Coming up, rock critic Ken Tucker reviews a new CD by John Davis, formerly of
the punk pop group Superdrag. This is FRESH AIR.
* * * * * * * * * * * * * * * * * * * * * * * * * * * * * * * * * * *
Review: John Davis' new self-titled album
TERRY GROSS, host:
Singer-songwriter John Davis led the punk pop group Superdrag for more than a
decade. After leaving the group and dealing with some personal problems, he's
back with a solo album that rock critic Ken Tucker says manages to be frank
and autobiographical without being maudlin or self-aggrandizing.
(Soundbite of song)
Mr. JOHN DAVIS: (Singing) Every night is a Saturday night, and it makes me
sick. Every night I'm a meteorite on a one-way trip. Can't admit the truth
staring me in the face, and my heart's all over the place. I know it's just a
question of faith. It follows me around. Nothing gets me down today. It's
pushing me around. Get it out of my way.
KEN TUCKER reporting:
John Davis' press release for his solo album doesn't waste much time in
telling you that the former Superdrag leader is a recovering alcoholic, who
found strength in religious faith to bring some peace to his life.
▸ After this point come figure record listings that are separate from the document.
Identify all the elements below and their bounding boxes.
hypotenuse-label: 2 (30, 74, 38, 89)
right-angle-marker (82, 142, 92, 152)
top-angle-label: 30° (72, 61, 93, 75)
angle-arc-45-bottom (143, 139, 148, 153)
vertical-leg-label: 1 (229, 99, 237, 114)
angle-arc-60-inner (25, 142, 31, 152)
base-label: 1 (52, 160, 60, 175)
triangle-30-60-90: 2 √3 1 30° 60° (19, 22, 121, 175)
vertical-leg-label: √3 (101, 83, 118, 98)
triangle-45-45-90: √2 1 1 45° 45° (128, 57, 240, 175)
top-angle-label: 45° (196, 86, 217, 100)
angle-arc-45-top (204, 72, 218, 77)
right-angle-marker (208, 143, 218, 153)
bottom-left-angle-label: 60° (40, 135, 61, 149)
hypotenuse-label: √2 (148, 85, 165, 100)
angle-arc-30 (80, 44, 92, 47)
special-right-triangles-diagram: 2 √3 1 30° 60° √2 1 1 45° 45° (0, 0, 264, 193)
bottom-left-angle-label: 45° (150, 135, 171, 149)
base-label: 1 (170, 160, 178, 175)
The best
thing about his self-titled album is that it's anything but peaceful. It's
full of boisterous songs that offer grateful hymns to the Lord but can pass
muster as pure pop music with the secular among us as well.
(Soundbite of song)
Mr. DAVIS: (Singing) If the supernatural seems a little out there, maybe
there's a prayer or two somebody ought to say to you. The same God has been
an instant ...(unintelligible) into my class, opening my disembodied eyes,
going where the spirit never dies. Said, `You'd better listen. You're too
far out. Don't get too far out. You win some, you lose some. You live
without ...(unintelligible) your life ...(unintelligible). Are you in or out?
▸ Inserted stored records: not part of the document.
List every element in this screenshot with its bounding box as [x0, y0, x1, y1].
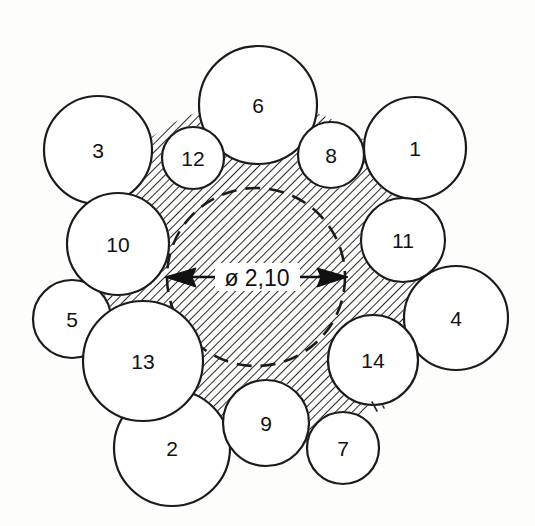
circle-label-13: 13 [131, 350, 154, 373]
packed-circle-14[interactable]: 14 [328, 315, 418, 405]
circle-label-11: 11 [392, 229, 414, 252]
packed-circle-8[interactable]: 8 [298, 122, 364, 188]
circle-label-7: 7 [337, 437, 349, 460]
packed-circle-9[interactable]: 9 [223, 380, 309, 466]
circle-label-12: 12 [181, 147, 204, 170]
circle-label-2: 2 [166, 437, 178, 460]
circle-label-5: 5 [66, 308, 78, 331]
diagram-canvas: 1234567891011121314 ø 2,10 [0, 0, 535, 526]
packed-circle-12[interactable]: 12 [162, 127, 224, 189]
packed-circle-11[interactable]: 11 [361, 198, 445, 282]
dimension-label: ø 2,10 [224, 265, 289, 291]
circle-label-8: 8 [325, 144, 337, 167]
circle-label-10: 10 [106, 233, 129, 256]
packed-circle-7[interactable]: 7 [307, 412, 379, 484]
circle-label-4: 4 [450, 307, 462, 330]
circle-label-3: 3 [92, 139, 104, 162]
circle-packing-figure: 1234567891011121314 ø 2,10 [0, 0, 535, 526]
circle-label-14: 14 [361, 349, 385, 372]
packed-circle-4[interactable]: 4 [404, 266, 508, 370]
circle-label-6: 6 [252, 94, 264, 117]
packed-circle-10[interactable]: 10 [67, 193, 169, 295]
circle-label-1: 1 [409, 137, 421, 160]
packed-circle-13[interactable]: 13 [83, 301, 203, 421]
packed-circle-1[interactable]: 1 [364, 97, 466, 199]
packed-circle-3[interactable]: 3 [44, 96, 152, 204]
circle-label-9: 9 [260, 412, 272, 435]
Thank you, Jesus, Abba Father. All things are possible with you.
TUCKER: John Davis sounds like the kind of guy who's appreciate the irony in
the fact that the final Superdrag album was titled "Last Call for Vitriol."
Then, by his own account, in the full throes of alcoholism, Davis turned his
free-floating anger at the world and himself into a revelation. That led him
to a spiritual breakthrough and a return to his hometown in rural Tennessee.
Sobered up and saved, he wrote the considerably more reflective songs on this
album and recorded them in Nashville.
As is often the case in any sort of pop culture, the more blatant the message,
the weaker the art; thus the song "Jesus Gonna Build Me A Home" with lines
like `Satan overjoys in deceiving' and a guitar line that sounds left over
from Eric Clapton's "Layla" is heartfelt but watery gospel music. Better is
the simpler, more stark confrontation with demons dramatized in this song,
"Tear Me Apart," with its mournful line, `I'm down here on my knees, and I'm
weakened by disease.' This is set in neat counterpoint to the rock-hard music
that symbolizes Davis' will to live vibrantly standing on his own two feet.
(Soundbite of "Tear Me Apart")
Mr. DAVIS: (Singing) Speak to me. Why don't you speak to me? Lord, break me
down and set me right. Glory be, it ain't no mystery, transfigured darkness
into light. Well, I'm down here on my knees, and I'm weakened by disease. I
want you to hand me your heart. I can't...
TUCKER: It's always tricky to talk about one's own torment or conversion
experience without seeming the opposite of what you intend--that is,
self-absorbed and proud--when you mean to be humble and eager to share what
you believe is an answer to a lot of people's pain. John Davis has pulled off
an album that, more often than not, succeeds not only as conversion work but
as the meticulous chronicle of one man's journey into a light that we can all
bask in.
GROSS: Ken Tucker is film critic for New York magazine. He reviewed the new
self-titled solo album by John Davis.
(Credits)
GROSS: I'm Terry Gross.
Transcripts are created on a rush deadline, and accuracy and availability may vary. This text may not be in its final form and may be updated or revised in the future. Please be aware that the authoritative record of Fresh Air interviews and reviews are the audio recordings of each segment.